PETER LE MAITRE
Convicted, 7th of March, 1777, of robbing the Ashmolean Museum at Oxford
WHEN Lord Thurlow was Chancellor of England some villains broke into his house, in Great Ormond Street, and stole thereout the Great Seal of England, which was never recovered, nor were the thieves known. We have heard also of a valuable diamond being stolen from the late Duke of Cumberland while going into the theatre in the Haymarket to see the bubble of the bottle-conjurer. It is also a fact that the Duke of Beaufort was robbed of his diamond Order of St George as he went to Court on a Royal birthday; but we have yet to tell that a museum was robbed of its curious medals.
Peter Le Maitre was a French teacher at Oxford, and, being supposed a man of industry and good morals, he was indulged with free admission to the Ashmolean Museum. Thither he frequently went, and appeared very studious over the rare books and other valuable curiosities there deposited. He was left alone to his researches. At one of such times he stole two medals, and at another he secreted himself until the doors (without the keeper's suspecting anyone was there) were locked for the night. When all had retired he came from his lurking-place and broke open the cabinet where the medals were locked up, and possessed himself of its contents; then he wrenched a bar from a window and, unsuspected, made his escape.

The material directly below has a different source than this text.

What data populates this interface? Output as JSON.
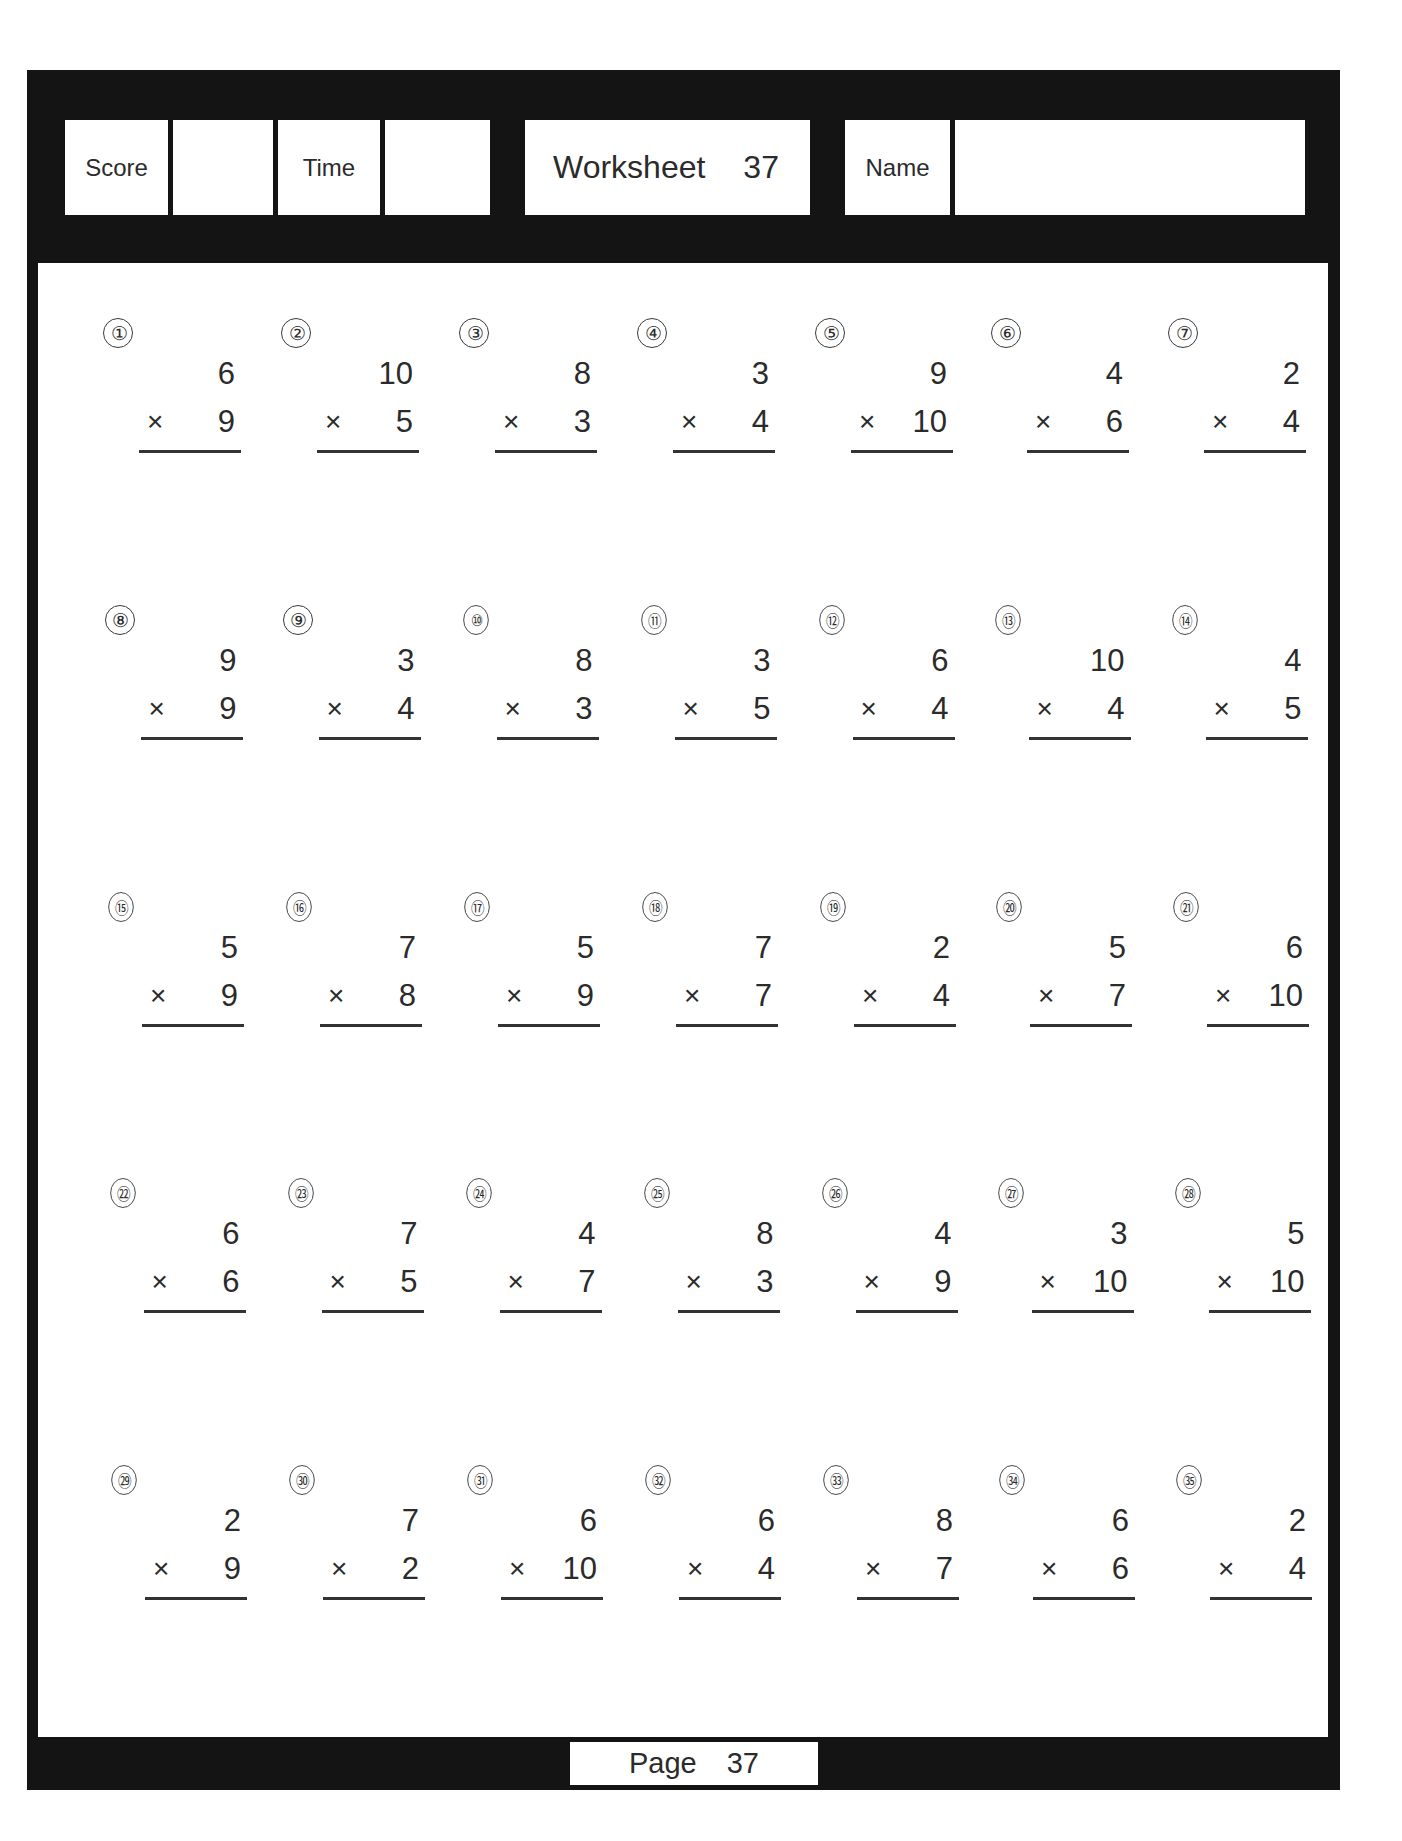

The college was thrown into the utmost consternation on finding their museum thus plundered. Some were suspected, but least of all Le Maitre, until it was discovered that he had privately left the city in a post-chaise, and that he had pledged two of the stolen medals to pay the post-boys. This left little doubt but that he was the ungrateful thief. He was advertised and described, and by this means apprehended in Ireland. He had first fled to Norwich, where he sold a variety of gold chains and various valuable coins. He was conveyed back to Oxford, in order to take his trial; and thereon it appeared that two of the stolen medals were found in a bureau in his lodgings of which he had the use, and two more were traced to the persons to whom he had sold them.
He had little to offer in his defence and, on the clearest evidence, the jury found him guilty. Upon argument it was found that no punishment adequate to the crime could be inflicted; and Monsieur Le Maitre paid the penalty of his offence by five years' hard labour at ballast-heaving on the River Thames.